A Bastardization of Charleston History
A historian bows to the politically correct mob to bastardize history.
Nic Butler is Charleston County (South Carolina) Public Library’s (CCPL’s) resident historian. He is a middle-aged white male who is quite competent at his job, and reading his weekly CCPL blog, the Charleston Time Machine, is usually enjoyable and informative. As an academic in the employ of CCPL, his focus is on telling the history of Charleston. Given that Charleston and South Carolina played an outsize role in the colonial era and then, the American Revolution, much of his research gravitates to that period of history.
I give him high marks as a researcher and writer, but failing marks for his lack of intellectual honesty — i.e., being trustworthy and honest even when it runs in opposition to the prevailing narrative. And that is the worst possible thing I could say about an academic.
Today’s modern narratives are that black slavery uniquely defines the United States. And further, that Christianity supported slavery while Islam was the religion of black Africans. In those regards, Butler not long ago wrote a post about Omar ibn Said:
Last night I was honored to participate in a panel discussion that attracted a large audience eager to hear about the presence of the Islamic religion among the enslaved Africans of early Charleston. In conjunction with Dr. Hussein Rashid of the New School and Brenda Tindal of the International African American Museum, we gathered at CCPL to discuss the cultural landscape that forms a background to a powerful American story. Omar ibn Said (ca. 1770–1864) was an African Muslim who was brought from Senegal to Charleston in 1807 and sold into slavery on Gadsden’s Wharf. He later ended up in North Carolina, where he wrote a short autobiography in Arabic that survived to the present time. . . .
Did you catch the utter bullshit in that paragraph? It was this bit:
Omar ibn Said (ca. 1770–1864) was an African Muslim who was brought from Senegal to Charleston in 1807 and sold into slavery on Gadsden’s Wharf.
That comports completely with the fact-free BLM narrative that what Americans were and are uniquely bad. According to Butler, it is white Charlestonians who sold Omar ibn Said “into slavery on Gadsden’s wharf.” But the reality is that Said was a captive slave in Africa long before he set foot on a boat crewed by white men to bring him west. The people who made him a captive slave were not “whites,” but rather “thieves” in his native land.
Moreover, Butler gives tacit support to another horrendous calumny. The reality is that there is not a black in America who would denigrate Christianity or support Islam if they understood the actual history of these two religions. For starters, the “thieves” who captured Omar ibn Said were certainly Arab or black, and almost certainly Islamic. Muslims were always the greatest slavers of history, particularly of black Africans, and have continuously enslaved blacks, right through the modern era. And the reality is that it was white Christians who drove the abolition movement, banishing slavery from the high seas and ending black chattel slavery as an accepted practice in the civilized world.
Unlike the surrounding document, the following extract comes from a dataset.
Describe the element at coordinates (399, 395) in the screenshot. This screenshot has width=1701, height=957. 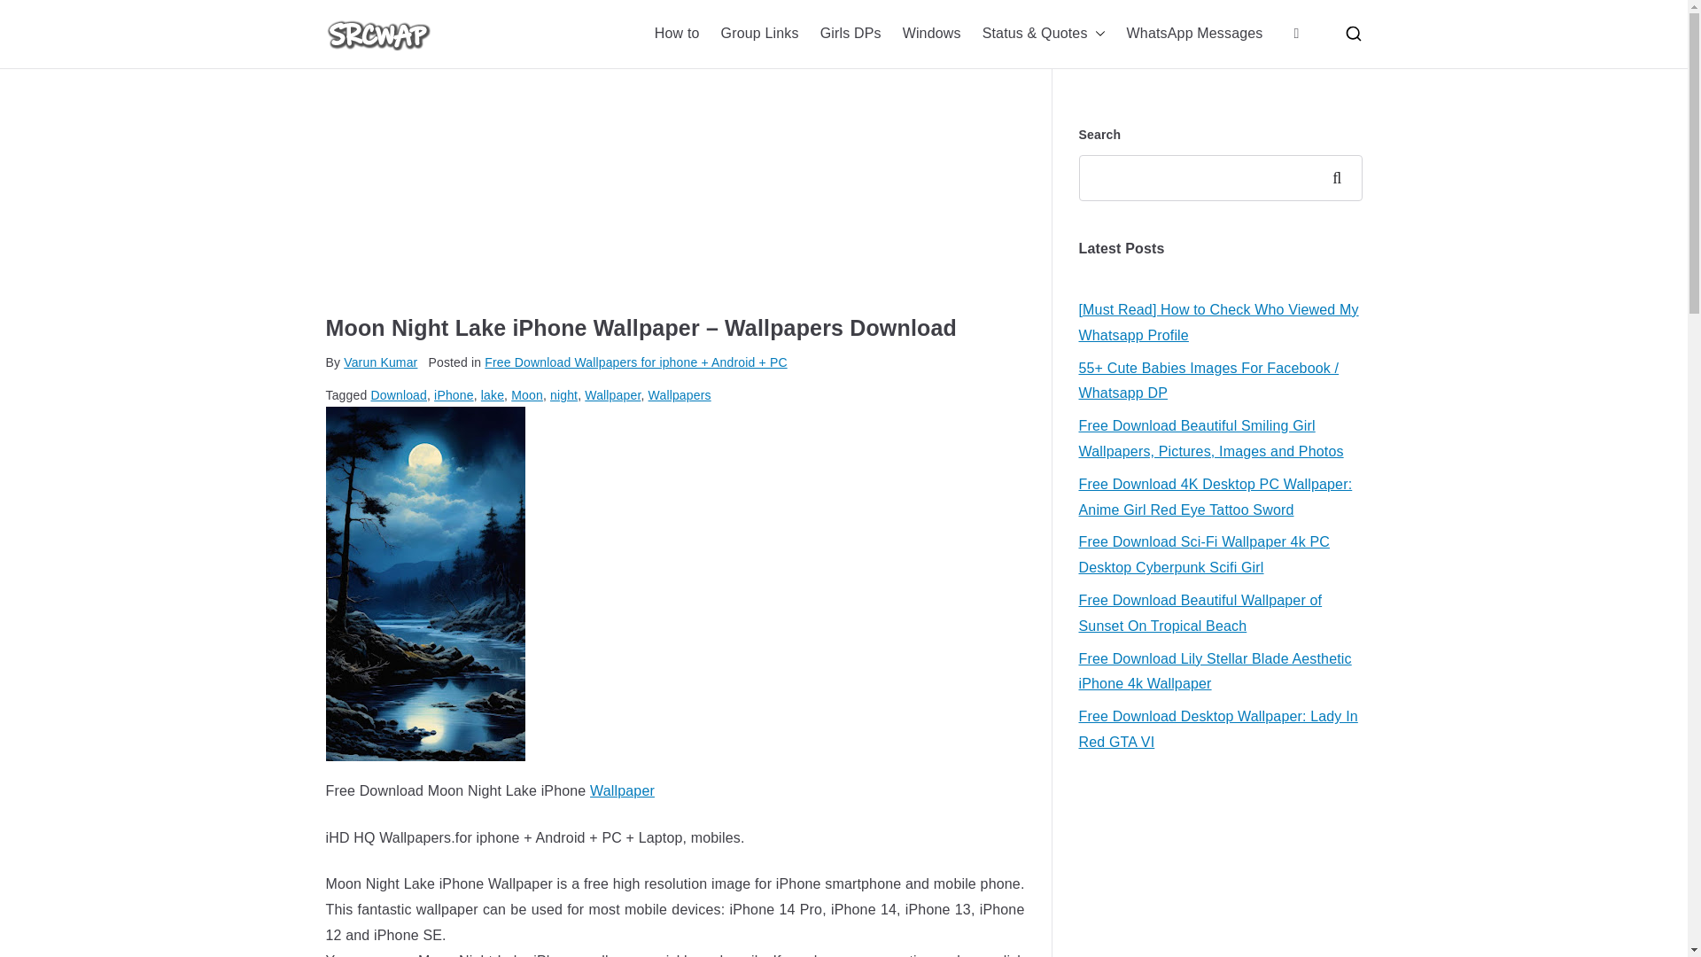
I see `Download` at that location.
In today’s BLM driven narratives, those realities are uniformly ignored, something Nic Butler supported with his BS assertion that it was whites in Charleston who sold Said into slavery. Now, in fairness to Butler, he does note the following:
Yamboo’s story was published during an era when corsairs or pirates on the northern coast of Africa were actively attacking foreign merchant ships in the Mediterranean Sea, including those sailing from the nascent United States. Europeans and Americans reviled and feared such raids not simply because they disrupted civilian trade, but because these Barbary pirates, as they were generally known here, frequently enslaved the white, Christian sailors and passengers they captured. English-language newspapers and magazines throughout the Atlantic world printed harrowing stories of European and American travelers falling prey to Islamic Berbers during the 1780s and 1790s. Such tales formed part of the motivation behind the creation of the United States Marine Corps, who won enduring fame by fighting on “the shores of Tripoli” during the First Barbary War.
What Butler fails to mention is that these African Muslim slavers enslaved far more white Europeans and Americans than the number of Black Africans who were ever sent into the thirteen colonies that eventually formed America. Nor does he mention that Muslim slavery of African blacks is ongoing even through today.
Every person is tested at some point in their life. Nic Butler was tested in writing honestly about Islam among blacks and about the role of North African Islamists in the black slave trade. Butler failed the test. Feel free to enjoy his writing in the future — I will — but trust nothing this cowardly man says at face value.